Until 23 June, HEEJSTECK# in Utrecht presents the group exhibition 'ˌai ˌai ˈai (intrinsic gestures)'. In an era in which artificial intelligence is increasingly embedded in our daily lives, many strive to preserve the 'real' and 'authentic' in art, exemplified by using prominent hashtags like #nofilter and #ArtByHumans on social media. New technology often revives old debates, such as the unique aura of art in an age of reproduction (Walter Benjamin), or the Labor Theory of Value from economists like Adam Smith — in which the value of an object should be measured based on the labour hours and skilled craftsmanship required to produce it. However, reality is more complex, consider for example conceptual art, that entails that the idea is often more significant than the resulting object. The exhibition at HEEJSTECK# challenges both artists and viewers to think about the role of technology in the creative process.
Niels Post is fascinated by spam — from unwanted vague promises in your inbox to spam comments on social media. These sentences are often incoherent due to poor translations, strange contexts or deliberate spelling errors to evade spam filters. Post isolates these words and phrases, which can suddenly appear poetic, philosophical or even humorous. He then places these texts on hand-sawn plywood, sometimes in collaboration with artist Petra van Noort, adding a certain level of (labour-intensive) handcrafting to the process.
Katie Hallam intertwines new media art with geological and fossil motifs to create 'digital-mineral hybrids' that explore the impact of digital culture on natural and urban environments. In an interview with Artplugged, she stated: "I visualise what our technological devices would become in say 100 million years’ time, fossilised, buried and extracted again from the earth’s stratum. I explore what ‘digital’ could look like in a physical sense using different materials and surfaces and illogical spaces to almost allow a viewer to touch digital or have a sense of disorientation as to what they were looking at."
The exhibition 'ˌai ˌai ˈai (intrinsic gestures)' features work by Adnan El-Mecky, Melle Nieling, Niels Post and Petra van Noort, Hyperweirdkids, @sm___it, Katie Hallam, and Michiel van der Zanden. By bringing together the works of these diverse artists, we see that they use technology not just as a tool but also as a medium to reflect on what it means to be human in the digital age, amid a sea of computer-generated images and artworks.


• **YOUR INSTRUCTIONS**: Check each line below for the word "type". Then give only how many lines have it.
Content starts
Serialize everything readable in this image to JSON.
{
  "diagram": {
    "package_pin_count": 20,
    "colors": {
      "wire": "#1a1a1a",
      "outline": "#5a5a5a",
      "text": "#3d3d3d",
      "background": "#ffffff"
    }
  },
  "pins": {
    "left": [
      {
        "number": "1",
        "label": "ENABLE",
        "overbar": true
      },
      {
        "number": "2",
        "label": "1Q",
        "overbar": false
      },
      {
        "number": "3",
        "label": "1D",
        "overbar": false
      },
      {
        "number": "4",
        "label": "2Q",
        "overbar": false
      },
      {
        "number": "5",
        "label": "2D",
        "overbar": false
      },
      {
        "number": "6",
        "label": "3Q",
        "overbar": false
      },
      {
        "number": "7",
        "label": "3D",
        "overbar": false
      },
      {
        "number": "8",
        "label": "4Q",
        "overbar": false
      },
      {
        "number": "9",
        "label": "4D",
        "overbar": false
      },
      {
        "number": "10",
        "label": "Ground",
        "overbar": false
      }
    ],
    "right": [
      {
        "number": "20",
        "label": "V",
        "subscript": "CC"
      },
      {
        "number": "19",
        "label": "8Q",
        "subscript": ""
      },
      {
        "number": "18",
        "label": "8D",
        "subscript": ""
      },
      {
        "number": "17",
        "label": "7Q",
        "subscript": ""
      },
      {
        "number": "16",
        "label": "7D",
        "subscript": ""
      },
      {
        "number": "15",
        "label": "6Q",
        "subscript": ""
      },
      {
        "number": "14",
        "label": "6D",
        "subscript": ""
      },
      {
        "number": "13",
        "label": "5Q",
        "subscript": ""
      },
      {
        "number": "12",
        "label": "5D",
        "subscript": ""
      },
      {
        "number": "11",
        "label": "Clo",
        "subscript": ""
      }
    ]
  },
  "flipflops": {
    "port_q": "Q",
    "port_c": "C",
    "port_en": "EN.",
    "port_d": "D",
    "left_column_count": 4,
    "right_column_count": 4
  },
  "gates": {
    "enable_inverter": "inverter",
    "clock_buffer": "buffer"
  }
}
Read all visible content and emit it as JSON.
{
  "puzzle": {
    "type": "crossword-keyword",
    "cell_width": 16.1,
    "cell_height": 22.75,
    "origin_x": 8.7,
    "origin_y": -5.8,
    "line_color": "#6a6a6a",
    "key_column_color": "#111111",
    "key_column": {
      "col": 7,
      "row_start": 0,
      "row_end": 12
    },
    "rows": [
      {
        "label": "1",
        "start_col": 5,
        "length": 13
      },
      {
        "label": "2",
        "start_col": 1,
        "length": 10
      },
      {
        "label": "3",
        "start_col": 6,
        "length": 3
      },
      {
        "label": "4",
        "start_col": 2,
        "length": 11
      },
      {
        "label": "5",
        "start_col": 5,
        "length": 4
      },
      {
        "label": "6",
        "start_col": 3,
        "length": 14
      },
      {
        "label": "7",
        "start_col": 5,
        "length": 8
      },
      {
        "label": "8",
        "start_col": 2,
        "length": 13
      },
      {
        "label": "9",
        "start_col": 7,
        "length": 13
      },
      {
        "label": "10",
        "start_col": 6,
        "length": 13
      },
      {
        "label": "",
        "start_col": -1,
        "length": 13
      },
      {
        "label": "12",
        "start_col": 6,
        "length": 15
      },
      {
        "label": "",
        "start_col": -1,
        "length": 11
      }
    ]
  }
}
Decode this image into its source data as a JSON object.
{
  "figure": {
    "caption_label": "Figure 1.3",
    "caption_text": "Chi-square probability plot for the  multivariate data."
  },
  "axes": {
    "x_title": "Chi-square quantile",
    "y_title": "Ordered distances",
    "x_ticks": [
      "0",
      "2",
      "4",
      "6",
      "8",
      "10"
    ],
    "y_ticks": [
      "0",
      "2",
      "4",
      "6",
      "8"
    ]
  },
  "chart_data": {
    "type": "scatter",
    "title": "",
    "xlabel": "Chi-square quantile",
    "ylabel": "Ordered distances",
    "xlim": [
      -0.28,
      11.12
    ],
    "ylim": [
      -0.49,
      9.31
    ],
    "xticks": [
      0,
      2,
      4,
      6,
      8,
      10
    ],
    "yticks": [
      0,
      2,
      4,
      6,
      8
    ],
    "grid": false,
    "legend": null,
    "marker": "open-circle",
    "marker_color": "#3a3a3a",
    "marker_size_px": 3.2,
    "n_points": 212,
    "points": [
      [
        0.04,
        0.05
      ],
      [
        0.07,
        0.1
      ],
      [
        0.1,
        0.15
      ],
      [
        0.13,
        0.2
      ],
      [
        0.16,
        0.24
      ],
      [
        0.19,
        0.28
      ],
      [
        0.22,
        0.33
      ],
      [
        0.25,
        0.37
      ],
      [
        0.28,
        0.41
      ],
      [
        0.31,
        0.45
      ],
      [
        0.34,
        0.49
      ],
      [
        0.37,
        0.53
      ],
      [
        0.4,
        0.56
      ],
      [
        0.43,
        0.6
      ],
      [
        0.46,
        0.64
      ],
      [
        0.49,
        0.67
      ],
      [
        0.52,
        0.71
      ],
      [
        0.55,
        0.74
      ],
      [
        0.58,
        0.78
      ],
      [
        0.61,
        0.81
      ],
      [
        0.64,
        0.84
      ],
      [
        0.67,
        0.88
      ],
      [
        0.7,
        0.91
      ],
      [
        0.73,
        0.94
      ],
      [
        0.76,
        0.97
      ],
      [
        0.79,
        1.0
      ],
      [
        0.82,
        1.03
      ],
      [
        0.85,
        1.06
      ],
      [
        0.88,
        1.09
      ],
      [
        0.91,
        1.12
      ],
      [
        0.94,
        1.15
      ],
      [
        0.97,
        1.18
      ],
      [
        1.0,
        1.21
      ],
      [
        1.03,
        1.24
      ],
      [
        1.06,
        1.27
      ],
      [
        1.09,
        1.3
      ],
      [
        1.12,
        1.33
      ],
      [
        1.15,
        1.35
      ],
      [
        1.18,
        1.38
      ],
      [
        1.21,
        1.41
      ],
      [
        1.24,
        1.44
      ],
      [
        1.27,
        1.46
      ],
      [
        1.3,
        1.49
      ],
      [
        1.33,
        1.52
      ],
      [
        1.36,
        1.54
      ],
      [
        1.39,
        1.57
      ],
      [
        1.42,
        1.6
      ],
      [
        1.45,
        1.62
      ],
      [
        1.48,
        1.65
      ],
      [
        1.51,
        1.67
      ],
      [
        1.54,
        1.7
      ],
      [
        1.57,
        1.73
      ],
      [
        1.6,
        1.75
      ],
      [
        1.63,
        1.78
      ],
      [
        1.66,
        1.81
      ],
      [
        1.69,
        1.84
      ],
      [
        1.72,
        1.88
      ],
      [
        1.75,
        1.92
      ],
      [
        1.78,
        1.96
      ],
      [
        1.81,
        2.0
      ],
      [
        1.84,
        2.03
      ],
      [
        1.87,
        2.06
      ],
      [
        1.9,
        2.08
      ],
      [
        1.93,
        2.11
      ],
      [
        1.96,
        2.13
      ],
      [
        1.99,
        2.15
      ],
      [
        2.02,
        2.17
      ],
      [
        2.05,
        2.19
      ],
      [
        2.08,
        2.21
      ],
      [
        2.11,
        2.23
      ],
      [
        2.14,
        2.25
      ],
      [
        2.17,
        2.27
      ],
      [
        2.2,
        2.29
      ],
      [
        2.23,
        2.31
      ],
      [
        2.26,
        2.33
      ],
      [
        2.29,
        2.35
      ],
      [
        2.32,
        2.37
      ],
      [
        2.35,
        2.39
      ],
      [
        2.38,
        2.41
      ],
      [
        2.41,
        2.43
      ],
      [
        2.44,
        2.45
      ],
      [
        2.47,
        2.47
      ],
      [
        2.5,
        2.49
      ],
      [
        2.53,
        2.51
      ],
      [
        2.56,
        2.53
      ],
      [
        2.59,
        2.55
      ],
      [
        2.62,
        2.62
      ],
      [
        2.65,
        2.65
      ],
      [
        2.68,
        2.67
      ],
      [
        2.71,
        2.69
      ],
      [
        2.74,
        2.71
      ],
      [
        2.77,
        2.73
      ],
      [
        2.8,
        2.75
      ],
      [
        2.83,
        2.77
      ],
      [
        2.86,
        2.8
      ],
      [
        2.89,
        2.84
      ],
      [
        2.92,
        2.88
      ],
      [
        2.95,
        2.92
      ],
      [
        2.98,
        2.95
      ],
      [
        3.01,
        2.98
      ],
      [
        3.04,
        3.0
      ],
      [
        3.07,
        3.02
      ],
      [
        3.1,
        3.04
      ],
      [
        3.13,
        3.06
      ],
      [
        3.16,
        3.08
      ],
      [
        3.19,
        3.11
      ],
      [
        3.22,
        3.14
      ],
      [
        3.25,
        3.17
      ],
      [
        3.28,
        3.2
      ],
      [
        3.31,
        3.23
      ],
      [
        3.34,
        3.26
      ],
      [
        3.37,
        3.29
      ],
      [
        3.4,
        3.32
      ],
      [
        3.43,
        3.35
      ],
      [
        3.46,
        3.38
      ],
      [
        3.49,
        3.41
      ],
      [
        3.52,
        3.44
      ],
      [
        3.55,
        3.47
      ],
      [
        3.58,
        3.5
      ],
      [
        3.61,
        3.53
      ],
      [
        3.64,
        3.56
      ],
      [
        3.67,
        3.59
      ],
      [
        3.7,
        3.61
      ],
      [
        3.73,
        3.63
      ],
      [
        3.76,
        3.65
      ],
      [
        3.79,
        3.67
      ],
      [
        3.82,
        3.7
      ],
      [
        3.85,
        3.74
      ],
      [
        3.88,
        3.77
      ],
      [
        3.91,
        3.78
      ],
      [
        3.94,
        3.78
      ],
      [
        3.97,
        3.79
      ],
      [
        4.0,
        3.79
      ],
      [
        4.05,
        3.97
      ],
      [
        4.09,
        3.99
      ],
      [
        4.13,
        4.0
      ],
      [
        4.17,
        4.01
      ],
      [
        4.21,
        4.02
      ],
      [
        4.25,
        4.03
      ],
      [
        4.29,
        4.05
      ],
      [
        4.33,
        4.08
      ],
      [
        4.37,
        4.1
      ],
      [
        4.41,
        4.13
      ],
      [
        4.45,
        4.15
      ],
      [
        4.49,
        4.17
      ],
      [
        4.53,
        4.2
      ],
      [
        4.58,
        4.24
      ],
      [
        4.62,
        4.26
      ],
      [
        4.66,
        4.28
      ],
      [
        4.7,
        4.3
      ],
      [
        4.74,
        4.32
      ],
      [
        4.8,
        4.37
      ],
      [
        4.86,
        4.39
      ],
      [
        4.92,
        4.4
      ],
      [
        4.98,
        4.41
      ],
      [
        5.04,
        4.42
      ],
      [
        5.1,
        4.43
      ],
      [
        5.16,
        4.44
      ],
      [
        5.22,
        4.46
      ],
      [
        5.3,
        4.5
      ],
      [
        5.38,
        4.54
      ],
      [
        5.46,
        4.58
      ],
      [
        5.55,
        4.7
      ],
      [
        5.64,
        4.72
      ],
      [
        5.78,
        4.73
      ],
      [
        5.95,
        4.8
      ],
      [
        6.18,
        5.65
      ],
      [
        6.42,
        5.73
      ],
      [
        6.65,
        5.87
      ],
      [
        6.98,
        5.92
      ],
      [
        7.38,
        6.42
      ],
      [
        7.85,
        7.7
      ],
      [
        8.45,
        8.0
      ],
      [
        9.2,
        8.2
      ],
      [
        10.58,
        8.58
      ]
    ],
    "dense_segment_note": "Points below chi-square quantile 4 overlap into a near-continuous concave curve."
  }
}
Content ends
• **ANSWER BOX**: 2